It was futile for the Air Force to cling to owning the close air support mission even as it resisted providing it to ground forces. And as the Air Force waged that budget battle, it let the Space Force put a glass ceiling over the Air Force.
Artillery and aircraft aren't obsolete. But:
In many respects surveillance and attack quadcopters have replaced artillery and air strikes because the quadcopters can attack immediately when they find a target.
That's long been my view about the fate of the Air Force:
We need a space service. There are rumors of machines that could take the Air Force into space. But if the Air Force blows its opportunity to aim high, another perhaps independent space service will eventually be created. And the ground forces will take the missions the Air Force blindly insists on trying to keep when technology is putting many of those missions in equipment that fits in rucksacks.
There is an expanding market in the air and the space above it, and a shrinking market near the ground. The Air Force has long resisted the ground support missions in favor of strategic missions. Now the Air Force is recanting?
The Air Force is foolish to fight for a disappearing market for their ground support services.
Aim high, Air Force. That's your future. And we need you there, dominating the new high ground.
And about the big guns for that matter. As RUSI notes:
UAVs may redistribute the balance of missions assigned to different systems, but they do not eliminate the requirement for traditional artillery.
I guess it isn't really fair to suggest the Air Force ignored space. But rather than aim high to embrace space like I urged them to do nearly two decades ago, the Air Force is seeing technology eliminate their close air support role down low--which it didn't like to do anyway--even as the Air Force lost space in the new high ground to that separate Space Force that I warned them about, too.
NOTE: TDR Winter War of 2022 coverage continues here.
NOTE: I'm adding updates on the Last Hamas War in this post.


WHAT IS REQUIRED: A word-for-word copy of the entries, with the images left out, is what you should write.

Collected data:
- Opening Delimiter -

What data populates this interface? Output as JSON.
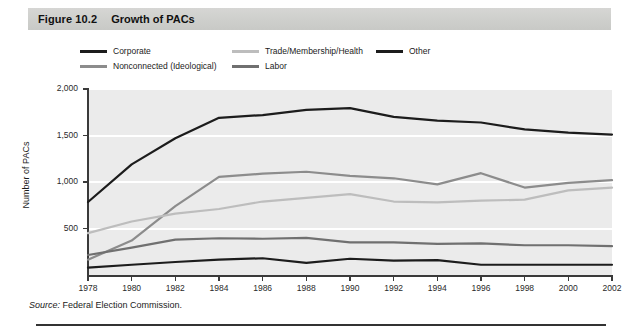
{
  "figure": {
    "number": "Figure 10.2",
    "title": "Growth of PACs"
  },
  "source": {
    "label": "Source:",
    "text": " Federal Election Commission."
  },
  "colors": {
    "corporate": "#1c1c1c",
    "nonconnected": "#8c8c8c",
    "trade": "#bdbdbd",
    "labor": "#707070",
    "other": "#1c1c1c",
    "plot_background": "#ebebeb",
    "gridline": "#ffffff",
    "axis": "#3a3a3a",
    "title_bar": "#d0d0ce"
  },
  "chart_data": {
    "type": "line",
    "title": "Growth of PACs",
    "xlabel": "",
    "ylabel": "Number of PACs",
    "xlim": [
      1978,
      2002
    ],
    "ylim": [
      0,
      2000
    ],
    "yticks": [
      "500",
      "1,000",
      "1,500",
      "2,000"
    ],
    "ytick_values": [
      500,
      1000,
      1500,
      2000
    ],
    "grid": true,
    "legend_position": "above-plot",
    "x": [
      1978,
      1980,
      1982,
      1984,
      1986,
      1988,
      1990,
      1992,
      1994,
      1996,
      1998,
      2000,
      2002
    ],
    "xtick_labels": [
      "1978",
      "1980",
      "1982",
      "1984",
      "1986",
      "1988",
      "1990",
      "1992",
      "1994",
      "1996",
      "1998",
      "2000",
      "2002"
    ],
    "series": [
      {
        "name": "Corporate",
        "color": "#1c1c1c",
        "values": [
          785,
          1190,
          1470,
          1690,
          1720,
          1775,
          1795,
          1700,
          1660,
          1640,
          1565,
          1530,
          1510
        ]
      },
      {
        "name": "Nonconnected (Ideological)",
        "color": "#8c8c8c",
        "values": [
          165,
          370,
          740,
          1055,
          1090,
          1110,
          1065,
          1040,
          975,
          1095,
          940,
          990,
          1020
        ]
      },
      {
        "name": "Trade/Membership/Health",
        "color": "#bdbdbd",
        "values": [
          450,
          575,
          660,
          710,
          790,
          830,
          870,
          790,
          780,
          800,
          810,
          910,
          940
        ]
      },
      {
        "name": "Labor",
        "color": "#707070",
        "values": [
          215,
          295,
          380,
          395,
          390,
          400,
          350,
          350,
          335,
          340,
          320,
          320,
          310
        ]
      },
      {
        "name": "Other",
        "color": "#1c1c1c",
        "values": [
          80,
          110,
          140,
          165,
          180,
          130,
          175,
          155,
          160,
          110,
          110,
          110,
          110
        ]
      }
    ]
  },
  "legend": [
    {
      "label": "Corporate",
      "color": "#1c1c1c",
      "left": 0,
      "top": 0
    },
    {
      "label": "Nonconnected (Ideological)",
      "color": "#8c8c8c",
      "left": 0,
      "top": 15
    },
    {
      "label": "Trade/Membership/Health",
      "color": "#bdbdbd",
      "left": 152,
      "top": 0
    },
    {
      "label": "Labor",
      "color": "#707070",
      "left": 152,
      "top": 15
    },
    {
      "label": "Other",
      "color": "#1c1c1c",
      "left": 296,
      "top": 0
    }
  ]
}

- Closing Delimiter -

SOLVED PROBLEM:
What data populates this interface? Output as JSON.
{
  "figure": {
    "number": "Figure 10.2",
    "title": "Growth of PACs"
  },
  "source": {
    "label": "Source:",
    "text": " Federal Election Commission."
  },
  "colors": {
    "corporate": "#1c1c1c",
    "nonconnected": "#8c8c8c",
    "trade": "#bdbdbd",
    "labor": "#707070",
    "other": "#1c1c1c",
    "plot_background": "#ebebeb",
    "gridline": "#ffffff",
    "axis": "#3a3a3a",
    "title_bar": "#d0d0ce"
  },
  "chart_data": {
    "type": "line",
    "title": "Growth of PACs",
    "xlabel": "",
    "ylabel": "Number of PACs",
    "xlim": [
      1978,
      2002
    ],
    "ylim": [
      0,
      2000
    ],
    "yticks": [
      "500",
      "1,000",
      "1,500",
      "2,000"
    ],
    "ytick_values": [
      500,
      1000,
      1500,
      2000
    ],
    "grid": true,
    "legend_position": "above-plot",
    "x": [
      1978,
      1980,
      1982,
      1984,
      1986,
      1988,
      1990,
      1992,
      1994,
      1996,
      1998,
      2000,
      2002
    ],
    "xtick_labels": [
      "1978",
      "1980",
      "1982",
      "1984",
      "1986",
      "1988",
      "1990",
      "1992",
      "1994",
      "1996",
      "1998",
      "2000",
      "2002"
    ],
    "series": [
      {
        "name": "Corporate",
        "color": "#1c1c1c",
        "values": [
          785,
          1190,
          1470,
          1690,
          1720,
          1775,
          1795,
          1700,
          1660,
          1640,
          1565,
          1530,
          1510
        ]
      },
      {
        "name": "Nonconnected (Ideological)",
        "color": "#8c8c8c",
        "values": [
          165,
          370,
          740,
          1055,
          1090,
          1110,
          1065,
          1040,
          975,
          1095,
          940,
          990,
          1020
        ]
      },
      {
        "name": "Trade/Membership/Health",
        "color": "#bdbdbd",
        "values": [
          450,
          575,
          660,
          710,
          790,
          830,
          870,
          790,
          780,
          800,
          810,
          910,
          940
        ]
      },
      {
        "name": "Labor",
        "color": "#707070",
        "values": [
          215,
          295,
          380,
          395,
          390,
          400,
          350,
          350,
          335,
          340,
          320,
          320,
          310
        ]
      },
      {
        "name": "Other",
        "color": "#1c1c1c",
        "values": [
          80,
          110,
          140,
          165,
          180,
          130,
          175,
          155,
          160,
          110,
          110,
          110,
          110
        ]
      }
    ]
  },
  "legend": [
    {
      "label": "Corporate",
      "color": "#1c1c1c",
      "left": 0,
      "top": 0
    },
    {
      "label": "Nonconnected (Ideological)",
      "color": "#8c8c8c",
      "left": 0,
      "top": 15
    },
    {
      "label": "Trade/Membership/Health",
      "color": "#bdbdbd",
      "left": 152,
      "top": 0
    },
    {
      "label": "Labor",
      "color": "#707070",
      "left": 152,
      "top": 15
    },
    {
      "label": "Other",
      "color": "#1c1c1c",
      "left": 296,
      "top": 0
    }
  ]
}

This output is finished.